What is love, why does it sometimes grow, and why does it sometimes die; these are questions often asked by humans today. In the Psychology of Romantic Love, a book written by psychiatrist Nathaniel Branden, these questions are answered in full detail. There were many topics in this book that interested me. What romantic love is not, the need and the desire to be loved, self-esteem and love, sex as an expression of love, and finally the longing for permanence and inevitability are topics that I researched. I chose these topics because these are the topics that I can relate to the most.
Do you really know what love is? Most human being do not. There are, for example, men and women who characterize a strong sexual attraction for each other as love. Somehow they have come to the conclusion that even though they have few interest and values in common. Incompatible personalities and temperaments is the only thing that these people share. "They are not representative of romantic love, and it amounts to setting up a straw man to treat them as they were." (Nathaniel Branden).
To love a human being is to know and love his or her person. It is commonly argued that romantic lovers manifest a strong tendency to idealize or glamorize their partners, to misperceive them. Of course this sometimes occurs. But it is not inherent the true nature of love that it must occur. "To argue that love is blind is to maintain that no real and deep affinities of a kind that inspire love can exist between persons."(Nathaniel Brandon) This argument runs counter to the experience of men and women who do see the partner's weaknesses as well as strengths and who do love passionately. .
Most couples do in fact suffer feelings of disenchantment shortly after marriage; the experience of romantic love must be a delusion in this case. Yet many people experience this somewhere along the line in their careers. Others experience in their children.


* _Brief_:
Please restate the records below word for word, leaving out every picture.

* _Raw data_:
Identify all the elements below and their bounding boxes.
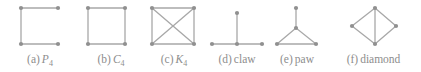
caption-name-paw: paw bbox=[293, 53, 314, 65]
graph-cell-diamond: (f)diamond bbox=[326, 0, 421, 72]
vertex-center bbox=[235, 42, 239, 46]
caption-name-diamond: diamond bbox=[358, 53, 400, 65]
edge-top-to-right bbox=[375, 8, 396, 26]
graph-drawing-p4 bbox=[0, 0, 80, 50]
vertex-top-right bbox=[192, 6, 196, 10]
vertex-top-left bbox=[86, 6, 90, 10]
edge-top-to-left bbox=[352, 8, 375, 26]
vertex-left bbox=[350, 24, 354, 28]
vertex-top-right bbox=[56, 6, 60, 10]
edge-group bbox=[21, 8, 58, 44]
vertex-right bbox=[394, 24, 398, 28]
edge-group bbox=[152, 8, 194, 44]
vertex-leaf-right bbox=[260, 42, 264, 46]
graph-drawing-diamond bbox=[326, 0, 421, 50]
graph-cell-k4: (c)K4 bbox=[142, 0, 206, 72]
graph-caption-diamond: (f)diamond bbox=[326, 52, 421, 66]
caption-index-claw: (d) bbox=[218, 53, 231, 65]
graph-caption-claw: (d)claw bbox=[206, 52, 268, 66]
graph-drawing-claw bbox=[206, 0, 268, 50]
caption-index-k4: (c) bbox=[161, 53, 174, 65]
graph-caption-paw: (e)paw bbox=[268, 52, 326, 66]
vertex-pendant-top bbox=[294, 6, 298, 10]
edge-group bbox=[88, 8, 125, 44]
edge-group bbox=[352, 8, 396, 44]
vertex-bottom-left bbox=[86, 42, 90, 46]
graph-cell-claw: (d)claw bbox=[206, 0, 268, 72]
caption-index-diamond: (f) bbox=[347, 53, 359, 65]
vertex-bottom-right bbox=[123, 42, 127, 46]
vertex-bottom-left bbox=[150, 42, 154, 46]
graph-cell-c4: (b)C4 bbox=[80, 0, 142, 72]
vertex-top-right bbox=[123, 6, 127, 10]
graph-drawing-k4 bbox=[142, 0, 206, 50]
graph-gallery-figure: (a)P4(b)C4(c)K4(d)claw(e)paw(f)diamond bbox=[0, 0, 421, 72]
graph-cell-paw: (e)paw bbox=[268, 0, 326, 72]
caption-index-paw: (e) bbox=[280, 53, 293, 65]
vertex-apex bbox=[294, 26, 298, 30]
vertex-top-left bbox=[150, 6, 154, 10]
vertex-group bbox=[86, 6, 127, 46]
vertex-base-right bbox=[314, 42, 318, 46]
vertex-top-left bbox=[19, 6, 23, 10]
caption-index-c4: (b) bbox=[97, 53, 110, 65]
graph-drawing-paw bbox=[268, 0, 326, 50]
caption-subscript-k4: 4 bbox=[183, 59, 187, 68]
caption-name-k4: K bbox=[174, 53, 184, 65]
caption-subscript-p4: 4 bbox=[49, 59, 53, 68]
vertex-bottom-right bbox=[56, 42, 60, 46]
graph-caption-k4: (c)K4 bbox=[142, 52, 206, 66]
edge-group bbox=[212, 13, 262, 44]
edge-apex-to-base-left bbox=[277, 28, 296, 44]
vertex-base-left bbox=[275, 42, 279, 46]
caption-name-c4: C bbox=[111, 53, 121, 65]
edge-apex-to-base-right bbox=[296, 28, 316, 44]
edge-bottom-to-left bbox=[352, 26, 375, 44]
caption-subscript-c4: 4 bbox=[121, 59, 125, 68]
vertex-top bbox=[373, 6, 377, 10]
edge-bottom-to-right bbox=[375, 26, 396, 44]
caption-name-claw: claw bbox=[232, 53, 256, 65]
graph-drawing-c4 bbox=[80, 0, 142, 50]
caption-index-p4: (a) bbox=[27, 53, 40, 65]
graph-caption-p4: (a)P4 bbox=[0, 52, 80, 66]
vertex-bottom-right bbox=[192, 42, 196, 46]
vertex-leaf-top bbox=[235, 11, 239, 15]
vertex-group bbox=[19, 6, 60, 46]
graph-caption-c4: (b)C4 bbox=[80, 52, 142, 66]
vertex-bottom bbox=[373, 42, 377, 46]
graph-cell-p4: (a)P4 bbox=[0, 0, 80, 72]
vertex-bottom-left bbox=[19, 42, 23, 46]
caption-name-p4: P bbox=[40, 53, 49, 65]
vertex-leaf-left bbox=[210, 42, 214, 46]
vertex-group bbox=[350, 6, 398, 46]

* _Task response_:
Identify all the elements below and their bounding boxes.
caption-name-paw: paw bbox=[293, 53, 314, 65]
graph-cell-diamond: (f)diamond bbox=[326, 0, 421, 72]
vertex-center bbox=[235, 42, 239, 46]
caption-name-diamond: diamond bbox=[358, 53, 400, 65]
edge-top-to-right bbox=[375, 8, 396, 26]
graph-drawing-p4 bbox=[0, 0, 80, 50]
vertex-top-right bbox=[192, 6, 196, 10]
vertex-top-left bbox=[86, 6, 90, 10]
edge-top-to-left bbox=[352, 8, 375, 26]
vertex-left bbox=[350, 24, 354, 28]
vertex-top-right bbox=[56, 6, 60, 10]
edge-group bbox=[21, 8, 58, 44]
vertex-right bbox=[394, 24, 398, 28]
edge-group bbox=[152, 8, 194, 44]
vertex-leaf-right bbox=[260, 42, 264, 46]
graph-drawing-diamond bbox=[326, 0, 421, 50]
graph-cell-k4: (c)K4 bbox=[142, 0, 206, 72]
graph-caption-diamond: (f)diamond bbox=[326, 52, 421, 66]
caption-index-claw: (d) bbox=[218, 53, 231, 65]
graph-caption-claw: (d)claw bbox=[206, 52, 268, 66]
graph-drawing-claw bbox=[206, 0, 268, 50]
caption-index-k4: (c) bbox=[161, 53, 174, 65]
graph-caption-paw: (e)paw bbox=[268, 52, 326, 66]
vertex-pendant-top bbox=[294, 6, 298, 10]
edge-group bbox=[88, 8, 125, 44]
edge-group bbox=[352, 8, 396, 44]
vertex-bottom-left bbox=[86, 42, 90, 46]
graph-cell-claw: (d)claw bbox=[206, 0, 268, 72]
caption-index-diamond: (f) bbox=[347, 53, 359, 65]
vertex-bottom-right bbox=[123, 42, 127, 46]
vertex-bottom-left bbox=[150, 42, 154, 46]
graph-cell-c4: (b)C4 bbox=[80, 0, 142, 72]
vertex-top-right bbox=[123, 6, 127, 10]
graph-drawing-k4 bbox=[142, 0, 206, 50]
graph-gallery-figure: (a)P4(b)C4(c)K4(d)claw(e)paw(f)diamond bbox=[0, 0, 421, 72]
graph-cell-paw: (e)paw bbox=[268, 0, 326, 72]
caption-index-paw: (e) bbox=[280, 53, 293, 65]
vertex-apex bbox=[294, 26, 298, 30]
vertex-top-left bbox=[150, 6, 154, 10]
vertex-group bbox=[86, 6, 127, 46]
vertex-base-right bbox=[314, 42, 318, 46]
vertex-top-left bbox=[19, 6, 23, 10]
caption-index-c4: (b) bbox=[97, 53, 110, 65]
graph-drawing-paw bbox=[268, 0, 326, 50]
caption-subscript-k4: 4 bbox=[183, 59, 187, 68]
caption-name-k4: K bbox=[174, 53, 184, 65]
caption-subscript-p4: 4 bbox=[49, 59, 53, 68]
vertex-bottom-right bbox=[56, 42, 60, 46]
graph-caption-k4: (c)K4 bbox=[142, 52, 206, 66]
edge-group bbox=[212, 13, 262, 44]
edge-apex-to-base-left bbox=[277, 28, 296, 44]
vertex-base-left bbox=[275, 42, 279, 46]
caption-name-c4: C bbox=[111, 53, 121, 65]
edge-apex-to-base-right bbox=[296, 28, 316, 44]
edge-bottom-to-left bbox=[352, 26, 375, 44]
caption-subscript-c4: 4 bbox=[121, 59, 125, 68]
vertex-top bbox=[373, 6, 377, 10]
edge-bottom-to-right bbox=[375, 26, 396, 44]
caption-name-claw: claw bbox=[232, 53, 256, 65]
graph-drawing-c4 bbox=[80, 0, 142, 50]
caption-index-p4: (a) bbox=[27, 53, 40, 65]
graph-caption-p4: (a)P4 bbox=[0, 52, 80, 66]
vertex-bottom-right bbox=[192, 42, 196, 46]
vertex-leaf-top bbox=[235, 11, 239, 15]
vertex-group bbox=[19, 6, 60, 46]
graph-caption-c4: (b)C4 bbox=[80, 52, 142, 66]
vertex-bottom bbox=[373, 42, 377, 46]
graph-cell-p4: (a)P4 bbox=[0, 0, 80, 72]
vertex-bottom-left bbox=[19, 42, 23, 46]
caption-name-p4: P bbox=[40, 53, 49, 65]
vertex-leaf-left bbox=[210, 42, 214, 46]
vertex-group bbox=[350, 6, 398, 46]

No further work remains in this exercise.